Will Soer
Do you ever wake up with warped dream-logic still draped over your head, concerned about sorting out things that don’t exist – though they definitely reflect very real issues in your life, in a way that you’re definitely not going to make sense of this morning because you’re fucking LATE FOR WORK FUCKKKKK?
I do. It happened a lot in the summer of 2018, though its frequency dropped when I started working as an English-language tour guide. I was paid exclusively through tips and my company‘s name has the word ‘Free‘ in it, but I also got to say whatever I liked for 5ish hours. It was fun but exhausting.
I got particularly lucky on my first ever tour; big tip, nice group, bright thick sunshine. I went for a walk with afterwards carrying my listening to the new A$AP Rocky album Testing, and at some point my head started to hurt. It wasn’t that I didn’t like the music, it was definitely interesting, but I wanted to relax and celebrate the end of a long process of job-finding, and instead I was listening to a sticky reflection of my messy thoughts. I went home, lay down, and swapped Rocky for the music with more accessible, simple rhythms, beats from artists like Toxe, smooth enough to transfer the warped emotions within.

6 months later I feel that same warped recognition whilst watching a crystalline singer named Bea1991 sway. This time I’m tired for more simple reasons, it’s calm. This calmness is only slightly related my being pretty drunk, pretty drunkedness that fishes my camera out of my rucksack and carelessly snaps away at the joyously throbbing crowd, the emotional exorcisms coaxed out by Bea’s beats. Like Testing, her music utilises a full range of synthetic sound to explore the chemical storms of a unsettled brain, but you can really hear the difference between a rapper going through an experimental phase and an artist whose been crafting sound for years; Bea1991 delivers darkness without having to compromise groove.

Katya Curran
‘Sooner or later, they’ll come to erase her, they’ll go to hell saviour.’ – the opening line. Nilüfer’s lyrics straddle that line of being ambiguous without being incomprehensible. Her way of singing – the withholding and the release. The angst of the guitar. The sound of the room and its echo.
Several weeks ago, during one of those lower moods, I saw her perform at Rough Trade. I feel that something about her music digests harder feelings… and it’s comforting.
‘I’m in talks with something and I might win.’
Poetry, mood, enigma.
‘Mother, keep filling our void
Damaged by insensibles
I’m where love lost her backbones
She can’t pretend’
Bassline, drums, strings.
This track brings to mind/soul things not often explicitly expressed in this modern secular society – sacrifice, devotion, spiritual yearning. The religious speaks to the dark for me and the light, bringing the language for that very separation. As though to know darkness is to also know light?
For me, Sevdaliza is queen of densely digesting the darkness in poetic and sonic form.
Julia Star
Sometimes I feel like I literally want to hit someone in the face. I like listening to Vince Staples which somehow helps to make my rage eloquent instead of physical. Sometimes it just charges me up so I have to go out for a walk to get my mind off it lol
Anger is such a big part of me and my music and reclaiming it as a woman is very important for me. I listen to Nah by Junglepussy when I’m discriminated because of my gender and I imagine screaming the lyrics in the face of my abuser.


# What you are asked to do
From the first line to the last, transcribe the data exactly.

# Source material
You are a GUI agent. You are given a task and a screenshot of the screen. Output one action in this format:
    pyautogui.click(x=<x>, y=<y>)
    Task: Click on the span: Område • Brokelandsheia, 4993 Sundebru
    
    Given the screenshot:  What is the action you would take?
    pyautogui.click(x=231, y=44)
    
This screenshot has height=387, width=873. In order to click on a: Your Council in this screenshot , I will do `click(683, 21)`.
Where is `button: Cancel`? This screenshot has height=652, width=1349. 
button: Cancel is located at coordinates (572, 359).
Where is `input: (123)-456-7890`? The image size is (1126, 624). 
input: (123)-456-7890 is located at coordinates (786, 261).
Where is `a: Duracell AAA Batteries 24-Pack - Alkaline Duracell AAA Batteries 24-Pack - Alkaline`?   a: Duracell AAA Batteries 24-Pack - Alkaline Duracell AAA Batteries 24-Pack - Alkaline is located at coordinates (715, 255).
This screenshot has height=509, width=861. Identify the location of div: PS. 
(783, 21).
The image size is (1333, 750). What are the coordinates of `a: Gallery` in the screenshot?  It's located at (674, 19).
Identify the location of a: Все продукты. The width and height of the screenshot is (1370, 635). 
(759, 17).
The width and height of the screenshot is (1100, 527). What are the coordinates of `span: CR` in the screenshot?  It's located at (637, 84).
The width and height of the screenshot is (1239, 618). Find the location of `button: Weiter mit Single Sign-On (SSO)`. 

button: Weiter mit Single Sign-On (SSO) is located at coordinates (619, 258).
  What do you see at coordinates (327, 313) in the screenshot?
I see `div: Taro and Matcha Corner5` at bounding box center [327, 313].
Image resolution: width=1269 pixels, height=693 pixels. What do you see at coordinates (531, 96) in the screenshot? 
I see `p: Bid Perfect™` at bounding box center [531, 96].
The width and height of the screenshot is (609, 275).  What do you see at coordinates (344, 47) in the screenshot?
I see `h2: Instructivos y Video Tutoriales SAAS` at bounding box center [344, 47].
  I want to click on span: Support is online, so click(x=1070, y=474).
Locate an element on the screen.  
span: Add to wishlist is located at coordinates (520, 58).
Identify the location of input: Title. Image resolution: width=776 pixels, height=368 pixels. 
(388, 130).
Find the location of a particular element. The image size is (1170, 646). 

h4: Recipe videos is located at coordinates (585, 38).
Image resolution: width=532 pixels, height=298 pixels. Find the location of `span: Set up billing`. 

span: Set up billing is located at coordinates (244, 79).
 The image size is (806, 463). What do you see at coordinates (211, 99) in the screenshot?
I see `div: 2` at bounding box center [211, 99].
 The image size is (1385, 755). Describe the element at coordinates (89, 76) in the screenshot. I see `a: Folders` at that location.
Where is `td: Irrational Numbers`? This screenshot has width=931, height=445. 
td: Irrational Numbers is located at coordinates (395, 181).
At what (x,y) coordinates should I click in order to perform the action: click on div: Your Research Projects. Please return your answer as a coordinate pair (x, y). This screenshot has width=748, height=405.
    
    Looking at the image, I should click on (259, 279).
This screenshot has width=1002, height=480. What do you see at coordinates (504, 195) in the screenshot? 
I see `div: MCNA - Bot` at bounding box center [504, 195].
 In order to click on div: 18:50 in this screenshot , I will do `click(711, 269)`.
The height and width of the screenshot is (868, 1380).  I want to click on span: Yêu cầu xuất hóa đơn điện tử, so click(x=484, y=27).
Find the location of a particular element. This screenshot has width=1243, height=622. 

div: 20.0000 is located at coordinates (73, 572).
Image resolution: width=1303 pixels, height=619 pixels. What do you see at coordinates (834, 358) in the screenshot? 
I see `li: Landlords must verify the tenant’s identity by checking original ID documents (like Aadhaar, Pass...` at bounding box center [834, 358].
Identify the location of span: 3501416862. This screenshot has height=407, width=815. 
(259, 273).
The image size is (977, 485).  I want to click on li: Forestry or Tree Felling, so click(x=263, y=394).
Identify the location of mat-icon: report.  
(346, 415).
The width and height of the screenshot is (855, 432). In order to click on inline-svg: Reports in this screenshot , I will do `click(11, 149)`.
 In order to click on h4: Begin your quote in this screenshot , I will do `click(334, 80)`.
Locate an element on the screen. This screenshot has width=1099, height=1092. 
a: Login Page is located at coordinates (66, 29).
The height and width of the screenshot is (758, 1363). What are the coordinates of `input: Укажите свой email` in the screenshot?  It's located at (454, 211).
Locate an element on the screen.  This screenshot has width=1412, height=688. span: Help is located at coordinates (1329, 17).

# Solution to the exercise
You are a GUI agent. You are given a task and a screenshot of the screen. Output one action in this format:
    pyautogui.click(x=<x>, y=<y>)
    Task: Click on the span: Område • Brokelandsheia, 4993 Sundebru
    
    Given the screenshot:  What is the action you would take?
    pyautogui.click(x=231, y=44)
    
This screenshot has height=387, width=873. In order to click on a: Your Council in this screenshot , I will do `click(683, 21)`.
Where is `button: Cancel`? This screenshot has height=652, width=1349. 
button: Cancel is located at coordinates (572, 359).
Where is `input: (123)-456-7890`? The image size is (1126, 624). 
input: (123)-456-7890 is located at coordinates (786, 261).
Where is `a: Duracell AAA Batteries 24-Pack - Alkaline Duracell AAA Batteries 24-Pack - Alkaline`?   a: Duracell AAA Batteries 24-Pack - Alkaline Duracell AAA Batteries 24-Pack - Alkaline is located at coordinates (715, 255).
This screenshot has height=509, width=861. Identify the location of div: PS. 
(783, 21).
The image size is (1333, 750). What are the coordinates of `a: Gallery` in the screenshot?  It's located at (674, 19).
Identify the location of a: Все продукты. The width and height of the screenshot is (1370, 635). 
(759, 17).
The width and height of the screenshot is (1100, 527). What are the coordinates of `span: CR` in the screenshot?  It's located at (637, 84).
The width and height of the screenshot is (1239, 618). Find the location of `button: Weiter mit Single Sign-On (SSO)`. 

button: Weiter mit Single Sign-On (SSO) is located at coordinates (619, 258).
  What do you see at coordinates (327, 313) in the screenshot?
I see `div: Taro and Matcha Corner5` at bounding box center [327, 313].
Image resolution: width=1269 pixels, height=693 pixels. What do you see at coordinates (531, 96) in the screenshot? 
I see `p: Bid Perfect™` at bounding box center [531, 96].
The width and height of the screenshot is (609, 275).  What do you see at coordinates (344, 47) in the screenshot?
I see `h2: Instructivos y Video Tutoriales SAAS` at bounding box center [344, 47].
  I want to click on span: Support is online, so click(x=1070, y=474).
Locate an element on the screen.  
span: Add to wishlist is located at coordinates (520, 58).
Identify the location of input: Title. Image resolution: width=776 pixels, height=368 pixels. 
(388, 130).
Find the location of a particular element. The image size is (1170, 646). 

h4: Recipe videos is located at coordinates (585, 38).
Image resolution: width=532 pixels, height=298 pixels. Find the location of `span: Set up billing`. 

span: Set up billing is located at coordinates (244, 79).
 The image size is (806, 463). What do you see at coordinates (211, 99) in the screenshot?
I see `div: 2` at bounding box center [211, 99].
 The image size is (1385, 755). Describe the element at coordinates (89, 76) in the screenshot. I see `a: Folders` at that location.
Where is `td: Irrational Numbers`? This screenshot has width=931, height=445. 
td: Irrational Numbers is located at coordinates (395, 181).
At what (x,y) coordinates should I click in order to perform the action: click on div: Your Research Projects. Please return your answer as a coordinate pair (x, y). This screenshot has width=748, height=405.
    
    Looking at the image, I should click on (259, 279).
This screenshot has width=1002, height=480. What do you see at coordinates (504, 195) in the screenshot? 
I see `div: MCNA - Bot` at bounding box center [504, 195].
 In order to click on div: 18:50 in this screenshot , I will do `click(711, 269)`.
The height and width of the screenshot is (868, 1380).  I want to click on span: Yêu cầu xuất hóa đơn điện tử, so click(x=484, y=27).
Find the location of a particular element. This screenshot has width=1243, height=622. 

div: 20.0000 is located at coordinates (73, 572).
Image resolution: width=1303 pixels, height=619 pixels. What do you see at coordinates (834, 358) in the screenshot? 
I see `li: Landlords must verify the tenant’s identity by checking original ID documents (like Aadhaar, Pass...` at bounding box center [834, 358].
Identify the location of span: 3501416862. This screenshot has height=407, width=815. 
(259, 273).
The image size is (977, 485).  I want to click on li: Forestry or Tree Felling, so click(x=263, y=394).
Identify the location of mat-icon: report.  
(346, 415).
The width and height of the screenshot is (855, 432). In order to click on inline-svg: Reports in this screenshot , I will do `click(11, 149)`.
 In order to click on h4: Begin your quote in this screenshot , I will do `click(334, 80)`.
Locate an element on the screen. This screenshot has width=1099, height=1092. 
a: Login Page is located at coordinates (66, 29).
The height and width of the screenshot is (758, 1363). What are the coordinates of `input: Укажите свой email` in the screenshot?  It's located at (454, 211).
Locate an element on the screen.  This screenshot has width=1412, height=688. span: Help is located at coordinates (1329, 17).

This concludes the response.